Auer got an Academy Award nomination and never looked back ... at least until the political climate changed. For the next fifteen years, Auer was the crazy but adorable Russian, sporting such character names as Prince Muratov, Baron Rene de Montigny, Dimitri Kyeff, and, memorably, dance master Kolenkhov in “You Can’t Take It With You,” Frank Capra’s film of the Kaufman-Hart Broadway smash (and played on Broadway by George Tobias, another of Hollywood’s character-actor greats).

You can sense that behind Auer’s wide, mournful eyes and crazy characterizations lurked a deep intelligence, and it’s confirmed by his unusual history. Born Mikhaïl Ounskovsky in St. Petersburg in 1905, he grew up in a well-to-do family whose fortunes changed with the early death of his father and, of course, the Russian revolution. He fled with his mother to Turkey, where she worked as a nurse and died of typhus. The young Mischa was found by his mother’s father, who brought him to America.

Leopold Auer was an enormously famous violinist, conductor, and pedagogue in Russia, whose emigration was financed in part by his most famous pupil, Jascha Heifetz. Although Mischa took his grandfather’s name, he was more interested in theater than in the music career Leopold encouraged.

Auer made his Broadway debut in a walk-on in Dudley Digges’s 1925 revival of “The Wild Duck,” then traveled with companies led by Eva Le Gallienne and, later, Bertha Kalich – in which ensemble he was seen by film director Frank Tuttle, who lured him to the screen.

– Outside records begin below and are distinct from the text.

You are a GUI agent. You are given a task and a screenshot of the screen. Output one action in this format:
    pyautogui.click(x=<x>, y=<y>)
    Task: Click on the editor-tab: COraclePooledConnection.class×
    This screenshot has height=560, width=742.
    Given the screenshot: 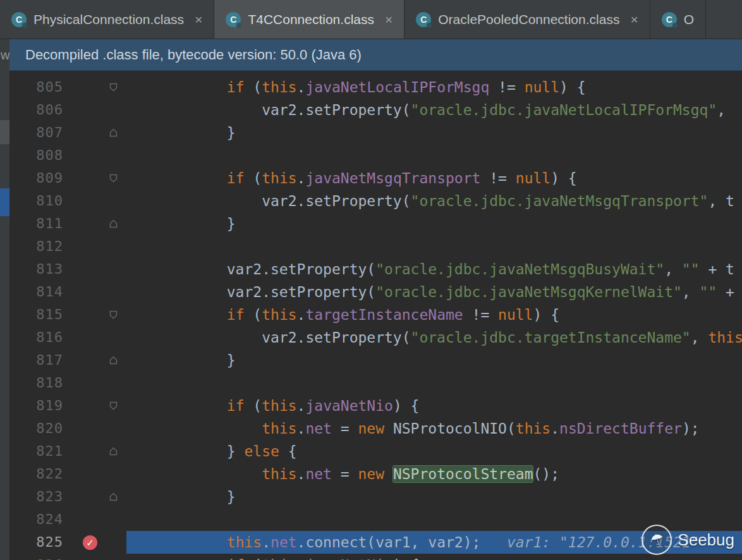 What is the action you would take?
    pyautogui.click(x=527, y=19)
    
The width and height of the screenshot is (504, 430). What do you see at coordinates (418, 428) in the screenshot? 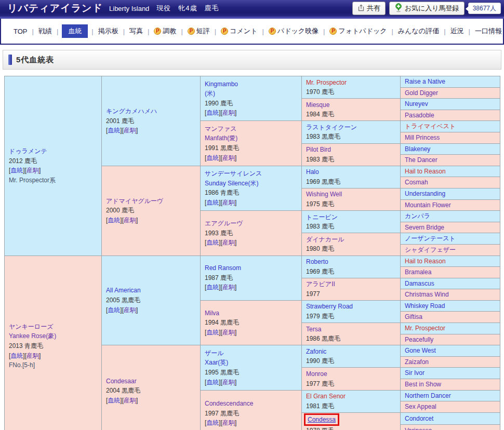
I see `horse-link: Varinessa` at bounding box center [418, 428].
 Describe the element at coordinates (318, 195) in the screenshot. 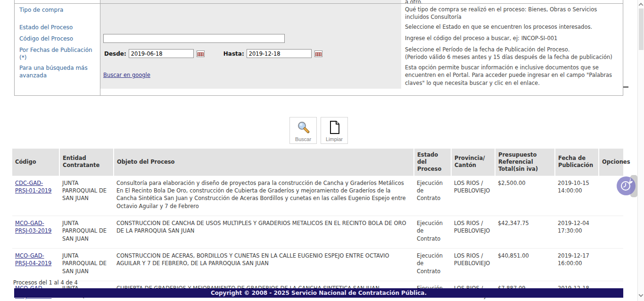

I see `table-row: CDC-GAD-PRSJ-01-2019 JUNTA PARROQUIAL DE…` at that location.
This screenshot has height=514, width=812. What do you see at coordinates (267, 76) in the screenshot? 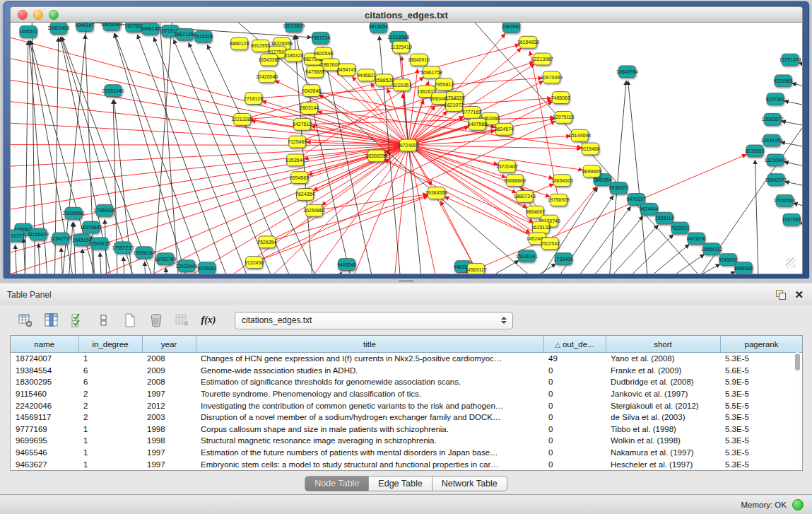
I see `network-node: 22420046` at bounding box center [267, 76].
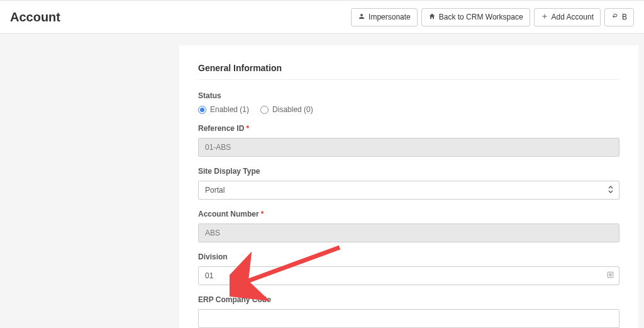 The width and height of the screenshot is (644, 328). What do you see at coordinates (409, 147) in the screenshot?
I see `reference-id-input: 01-ABS` at bounding box center [409, 147].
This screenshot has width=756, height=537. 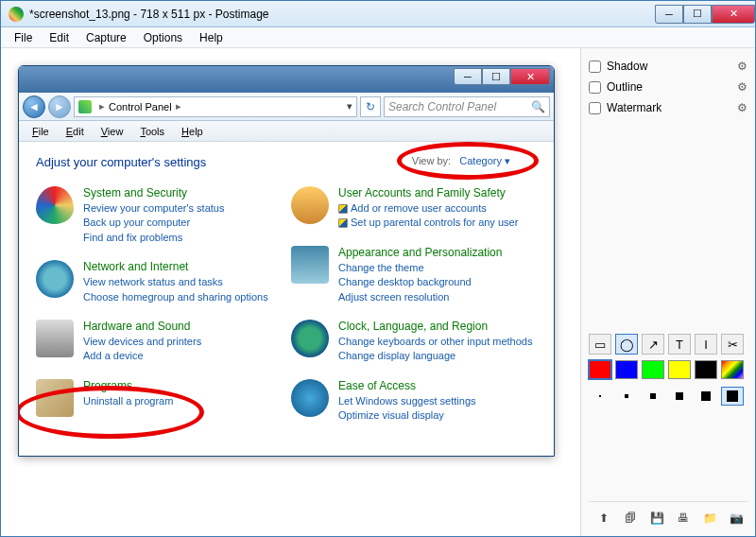 What do you see at coordinates (378, 14) in the screenshot?
I see `titlebar: *screenshot_13.png - 718 x 511 px - Post…` at bounding box center [378, 14].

He glided without seeming effort from clowning with Stokowski in “One Hundred Men and a Girl” to playing straight-up operetta cartoon in “Sweethearts,” then back to out-and-out craziness in “Destry Rides Again,” where he was up against tough competition in the character actor division – Charles Winninger, Allen Jenkins, Billy Gilbert, and Sam Hinds, among others.

With Baby Sandy
“East Side of Heaven” paired him with Bing Crosby and the scene-stealing Baby Sandy, with whom Auer appeared in two more of the child’s eight films (the kid packed in acting at five and continues to enjoy civilian life). Auer is supposed to be Bing’s best man for the crooner’s oft-delayed marriage to Joan Blondell, and he laments, “Best man? If the best man is the best man, why does the bride marry the groom?” It seems to make sense as he says it.

Auer clowned with Abbott and Costello (“Hold That Ghost”) and Olsen and Johnson (“Helzapoppin’”) before taking over the Danny Kaye role in the song-stripped movie version of Kurt Weill’s musical “Lady in the Dark” and giving some weight to his characterization of another cartoon role – which may be about the only good thing in the film.

As the ’40s waned, the multilingual Auer drifted to Europe, working in England and France and Italy. He was in Orson Welles’s big, incomprehensible “Mr. Arkadin” and could have been a memorable “Don Quixote” had Welles not run out of cash. As the blacklist settled into Hollywood, Auer found it more expedient to remain in Europe, living in Rome and appearing in a string of Italian movies – although he found time to work with Tony Curtis in “Arrivederci, Baby!” and Rossano Brazzi in “The Christmas That Almost Wasn’t.”

He married for a fourth time in 1965. His new wife, Elise Souls, must have been a spunky lady: she previously was married to Arctic explorer Herbert Patrick Lee, and she quit the D.A.R. in 1939 when they refused to let African-American soprano Marian Anderson sing in Washington D.C.’s Constitution Hall. When Auer died, two years after the wedding, his body was cremated and the ashes interred in the Souls family plot in Prospect Hill Cemetery in Gloversville, NY, about a dozen miles from my house.

I’m sure that the literate Auer would have appreciated the joke that now endures: his fading marker in a corner of a run-down boneyard, forever in the midst of so many dead Souls.